Structure, Cill Mhuirbhigh, Co. Galway
Co. Galway |
Utility Structures
Within the inner enclosure of Dún Aonghasa, the great clifftop hillfort on Inis Mór in the Aran Islands, excavations have gradually exposed a complicated sequence of structures that predate the monument as visitors see it today.
One of the more fragmentary of these is known simply as Structure 5, a wall so reduced by time and later building activity that it cannot even suggest what kind of building it once belonged to. Only a short stretch of its foundation course survives in the north-western sector, running roughly three metres in length and surviving to a height of less than half a metre. What remains is enough to show that it was built in a mixed technique, with a double-faced central section, meaning two parallel rows of stone forming a proper wall, flanked at each end by single upright slabs called orthostats. Beyond that, the archaeology goes quiet.
The structure was identified and recorded during research excavations in the western half of the inner enclosure, work that has slowly unpicked the layered building history buried beneath Dún Aonghasa. Structure 5 sits in an awkward middle position in that sequence. Its southern wall cut across and partly destroyed the northern wall of an earlier structure, known as Structure 8b, establishing that it came after that building. At the same time, it was already in existence before a later phase of work reinforced or altered the wall of the inner enclosure itself. A further structure, Structure 2, was built after Structure 5, adding yet another layer to the sequence. No occupation surface or floor deposit could be confidently linked to Structure 5, so it remains impossible to say with any certainty what the building was used for or precisely when it stood. The findings are published in Claire Cotter's 2012 study of the site.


__WORK TO COMPLETE__
Return, from the listing that follows, each line containing the word "grid".

BEGIN SUPPLIED RECORDS

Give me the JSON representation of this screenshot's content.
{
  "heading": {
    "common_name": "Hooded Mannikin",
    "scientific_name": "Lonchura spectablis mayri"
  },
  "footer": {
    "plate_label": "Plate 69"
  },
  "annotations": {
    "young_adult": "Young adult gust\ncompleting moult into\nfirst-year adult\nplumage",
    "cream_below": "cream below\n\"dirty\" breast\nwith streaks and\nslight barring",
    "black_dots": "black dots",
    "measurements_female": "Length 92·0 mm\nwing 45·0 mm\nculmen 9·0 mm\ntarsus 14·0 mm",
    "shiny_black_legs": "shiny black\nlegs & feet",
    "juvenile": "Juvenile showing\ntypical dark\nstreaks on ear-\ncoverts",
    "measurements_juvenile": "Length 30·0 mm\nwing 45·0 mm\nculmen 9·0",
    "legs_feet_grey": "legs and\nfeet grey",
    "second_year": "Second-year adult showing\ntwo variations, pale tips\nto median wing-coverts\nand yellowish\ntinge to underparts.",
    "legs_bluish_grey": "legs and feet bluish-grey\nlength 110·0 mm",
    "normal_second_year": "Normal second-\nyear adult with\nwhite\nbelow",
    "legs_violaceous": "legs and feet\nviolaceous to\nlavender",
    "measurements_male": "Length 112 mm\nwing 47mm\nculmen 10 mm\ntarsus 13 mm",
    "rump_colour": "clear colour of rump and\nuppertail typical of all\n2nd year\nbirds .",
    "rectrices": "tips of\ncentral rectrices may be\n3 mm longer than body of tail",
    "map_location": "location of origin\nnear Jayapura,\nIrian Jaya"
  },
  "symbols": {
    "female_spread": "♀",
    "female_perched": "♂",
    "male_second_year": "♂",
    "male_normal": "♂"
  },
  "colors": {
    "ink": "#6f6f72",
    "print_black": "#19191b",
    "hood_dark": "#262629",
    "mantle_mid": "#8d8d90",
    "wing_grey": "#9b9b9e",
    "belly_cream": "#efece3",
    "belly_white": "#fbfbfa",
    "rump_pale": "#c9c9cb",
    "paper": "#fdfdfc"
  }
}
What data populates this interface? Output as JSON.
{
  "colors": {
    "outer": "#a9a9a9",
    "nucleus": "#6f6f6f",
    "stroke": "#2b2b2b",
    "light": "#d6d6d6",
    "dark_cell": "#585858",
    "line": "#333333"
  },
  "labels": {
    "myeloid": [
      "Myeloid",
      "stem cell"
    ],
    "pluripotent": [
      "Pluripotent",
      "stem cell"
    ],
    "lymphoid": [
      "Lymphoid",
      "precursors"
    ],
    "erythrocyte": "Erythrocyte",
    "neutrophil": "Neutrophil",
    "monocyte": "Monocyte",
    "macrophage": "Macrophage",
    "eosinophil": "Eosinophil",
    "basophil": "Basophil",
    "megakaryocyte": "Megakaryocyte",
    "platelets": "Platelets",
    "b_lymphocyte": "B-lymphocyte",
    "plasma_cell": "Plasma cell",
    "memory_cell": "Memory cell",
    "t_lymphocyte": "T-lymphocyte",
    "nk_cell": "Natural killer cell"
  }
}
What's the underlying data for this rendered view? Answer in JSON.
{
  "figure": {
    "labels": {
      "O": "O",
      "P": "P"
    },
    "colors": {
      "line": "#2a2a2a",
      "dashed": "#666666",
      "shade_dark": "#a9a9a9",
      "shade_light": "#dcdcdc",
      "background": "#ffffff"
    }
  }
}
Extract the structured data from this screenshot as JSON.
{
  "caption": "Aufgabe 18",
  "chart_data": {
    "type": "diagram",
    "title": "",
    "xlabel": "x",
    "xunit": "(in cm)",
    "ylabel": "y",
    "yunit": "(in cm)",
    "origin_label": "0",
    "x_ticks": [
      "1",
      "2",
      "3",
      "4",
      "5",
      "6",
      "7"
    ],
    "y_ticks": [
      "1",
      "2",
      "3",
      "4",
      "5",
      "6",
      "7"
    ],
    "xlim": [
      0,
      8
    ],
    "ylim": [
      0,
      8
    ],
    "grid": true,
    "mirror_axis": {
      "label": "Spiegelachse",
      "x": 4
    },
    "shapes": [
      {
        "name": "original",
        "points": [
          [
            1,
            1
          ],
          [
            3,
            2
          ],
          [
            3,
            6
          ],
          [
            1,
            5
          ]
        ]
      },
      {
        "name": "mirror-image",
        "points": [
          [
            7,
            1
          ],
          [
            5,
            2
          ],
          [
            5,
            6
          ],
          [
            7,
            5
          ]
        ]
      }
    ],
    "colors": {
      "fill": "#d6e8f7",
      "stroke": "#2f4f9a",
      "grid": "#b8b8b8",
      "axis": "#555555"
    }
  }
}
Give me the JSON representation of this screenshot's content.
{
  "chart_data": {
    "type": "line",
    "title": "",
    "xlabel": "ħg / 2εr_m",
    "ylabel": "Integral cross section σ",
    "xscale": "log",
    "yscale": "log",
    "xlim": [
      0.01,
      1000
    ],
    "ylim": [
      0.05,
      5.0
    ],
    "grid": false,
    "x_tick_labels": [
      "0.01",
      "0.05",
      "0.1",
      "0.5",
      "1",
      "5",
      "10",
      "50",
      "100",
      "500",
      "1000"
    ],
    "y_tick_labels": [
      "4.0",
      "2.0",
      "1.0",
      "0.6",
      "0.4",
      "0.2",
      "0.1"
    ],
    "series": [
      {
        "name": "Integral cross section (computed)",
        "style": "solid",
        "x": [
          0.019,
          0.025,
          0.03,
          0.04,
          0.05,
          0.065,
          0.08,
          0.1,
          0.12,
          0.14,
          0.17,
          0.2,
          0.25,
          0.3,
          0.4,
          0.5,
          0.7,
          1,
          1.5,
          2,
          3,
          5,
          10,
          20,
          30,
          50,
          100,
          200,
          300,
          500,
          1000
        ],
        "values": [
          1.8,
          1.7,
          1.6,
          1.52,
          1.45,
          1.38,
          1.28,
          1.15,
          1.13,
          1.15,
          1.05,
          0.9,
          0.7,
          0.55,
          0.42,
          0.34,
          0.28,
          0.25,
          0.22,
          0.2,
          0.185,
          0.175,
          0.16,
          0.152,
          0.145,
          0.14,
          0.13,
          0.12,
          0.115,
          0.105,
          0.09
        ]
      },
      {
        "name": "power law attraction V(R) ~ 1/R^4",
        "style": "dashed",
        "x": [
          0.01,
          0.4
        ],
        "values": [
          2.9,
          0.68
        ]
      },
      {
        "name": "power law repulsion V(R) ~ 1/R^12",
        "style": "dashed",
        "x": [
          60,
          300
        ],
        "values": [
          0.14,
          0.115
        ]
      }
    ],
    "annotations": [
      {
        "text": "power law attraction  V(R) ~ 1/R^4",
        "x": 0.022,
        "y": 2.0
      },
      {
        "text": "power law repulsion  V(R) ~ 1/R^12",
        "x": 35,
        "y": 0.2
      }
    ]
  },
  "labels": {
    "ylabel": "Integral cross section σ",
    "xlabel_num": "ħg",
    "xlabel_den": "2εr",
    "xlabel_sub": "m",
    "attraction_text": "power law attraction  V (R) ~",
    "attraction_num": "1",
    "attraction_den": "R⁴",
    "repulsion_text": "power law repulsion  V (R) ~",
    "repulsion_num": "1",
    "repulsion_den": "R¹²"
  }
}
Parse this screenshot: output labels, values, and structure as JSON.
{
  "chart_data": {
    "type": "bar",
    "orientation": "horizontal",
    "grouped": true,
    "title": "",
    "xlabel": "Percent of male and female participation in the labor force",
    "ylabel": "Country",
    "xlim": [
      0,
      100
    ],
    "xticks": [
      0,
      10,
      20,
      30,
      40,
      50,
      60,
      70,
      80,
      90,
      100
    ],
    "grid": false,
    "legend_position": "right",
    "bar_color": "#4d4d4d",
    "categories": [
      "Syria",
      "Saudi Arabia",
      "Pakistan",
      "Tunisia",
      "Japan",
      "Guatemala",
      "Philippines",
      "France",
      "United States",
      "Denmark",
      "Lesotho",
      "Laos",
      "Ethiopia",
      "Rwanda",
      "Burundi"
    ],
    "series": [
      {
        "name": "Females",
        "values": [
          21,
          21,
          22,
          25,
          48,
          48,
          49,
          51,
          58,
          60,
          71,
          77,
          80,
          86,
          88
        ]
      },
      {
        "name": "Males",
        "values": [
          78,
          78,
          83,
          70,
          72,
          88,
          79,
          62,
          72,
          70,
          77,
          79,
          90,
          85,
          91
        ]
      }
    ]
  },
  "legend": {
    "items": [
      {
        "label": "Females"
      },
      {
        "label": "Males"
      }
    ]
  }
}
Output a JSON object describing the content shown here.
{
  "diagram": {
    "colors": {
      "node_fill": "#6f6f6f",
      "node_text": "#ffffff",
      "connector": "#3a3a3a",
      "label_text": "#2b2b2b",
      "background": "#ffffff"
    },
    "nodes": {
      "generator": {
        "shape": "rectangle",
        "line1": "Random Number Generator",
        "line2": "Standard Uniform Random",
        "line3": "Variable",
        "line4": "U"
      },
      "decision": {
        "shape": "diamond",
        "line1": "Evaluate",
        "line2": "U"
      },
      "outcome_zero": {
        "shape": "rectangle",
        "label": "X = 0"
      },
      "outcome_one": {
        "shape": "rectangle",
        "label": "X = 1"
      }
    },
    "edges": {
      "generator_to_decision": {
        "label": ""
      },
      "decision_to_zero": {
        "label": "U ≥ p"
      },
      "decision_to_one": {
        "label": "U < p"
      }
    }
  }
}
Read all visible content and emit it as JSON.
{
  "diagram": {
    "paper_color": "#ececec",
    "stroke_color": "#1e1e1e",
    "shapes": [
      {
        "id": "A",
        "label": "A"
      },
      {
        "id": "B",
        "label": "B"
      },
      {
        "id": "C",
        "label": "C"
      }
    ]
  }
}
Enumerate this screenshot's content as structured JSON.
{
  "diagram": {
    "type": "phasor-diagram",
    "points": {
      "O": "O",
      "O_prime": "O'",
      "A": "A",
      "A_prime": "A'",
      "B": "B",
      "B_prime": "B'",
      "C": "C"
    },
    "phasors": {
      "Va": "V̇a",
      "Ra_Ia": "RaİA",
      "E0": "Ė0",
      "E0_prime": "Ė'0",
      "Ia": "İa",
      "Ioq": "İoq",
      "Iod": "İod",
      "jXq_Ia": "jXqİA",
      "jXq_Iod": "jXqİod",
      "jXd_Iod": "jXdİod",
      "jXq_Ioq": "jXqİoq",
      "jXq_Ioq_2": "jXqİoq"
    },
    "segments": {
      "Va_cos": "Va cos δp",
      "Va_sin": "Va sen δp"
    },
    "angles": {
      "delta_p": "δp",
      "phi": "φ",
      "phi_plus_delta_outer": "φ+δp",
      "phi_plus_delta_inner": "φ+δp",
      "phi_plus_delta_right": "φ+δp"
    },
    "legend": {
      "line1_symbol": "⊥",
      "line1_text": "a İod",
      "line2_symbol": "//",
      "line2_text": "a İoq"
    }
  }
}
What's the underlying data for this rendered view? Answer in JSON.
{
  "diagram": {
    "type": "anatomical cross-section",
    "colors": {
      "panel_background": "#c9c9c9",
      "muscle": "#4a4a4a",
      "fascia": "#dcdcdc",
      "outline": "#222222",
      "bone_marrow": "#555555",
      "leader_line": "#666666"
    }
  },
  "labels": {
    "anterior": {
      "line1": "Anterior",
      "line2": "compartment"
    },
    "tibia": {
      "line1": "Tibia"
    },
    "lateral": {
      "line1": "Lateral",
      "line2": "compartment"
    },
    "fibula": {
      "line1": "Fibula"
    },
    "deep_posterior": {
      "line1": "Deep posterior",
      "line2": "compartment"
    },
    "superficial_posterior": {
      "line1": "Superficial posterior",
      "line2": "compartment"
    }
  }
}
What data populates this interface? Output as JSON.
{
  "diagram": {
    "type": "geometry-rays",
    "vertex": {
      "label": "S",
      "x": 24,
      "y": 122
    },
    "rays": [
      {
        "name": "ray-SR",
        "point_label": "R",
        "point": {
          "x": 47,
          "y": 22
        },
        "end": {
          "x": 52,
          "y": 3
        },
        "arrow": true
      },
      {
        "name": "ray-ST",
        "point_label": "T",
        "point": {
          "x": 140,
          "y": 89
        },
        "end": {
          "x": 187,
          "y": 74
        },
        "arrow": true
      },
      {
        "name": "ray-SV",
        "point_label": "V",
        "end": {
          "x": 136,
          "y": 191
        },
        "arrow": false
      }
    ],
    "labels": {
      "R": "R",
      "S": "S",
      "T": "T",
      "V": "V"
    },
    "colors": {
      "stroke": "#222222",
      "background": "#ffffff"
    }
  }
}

END SUPPLIED RECORDS

__THE COMPLETED TASK__
    "grid": true,
      "grid": "#b8b8b8",
    "grid": false,
    "grid": false,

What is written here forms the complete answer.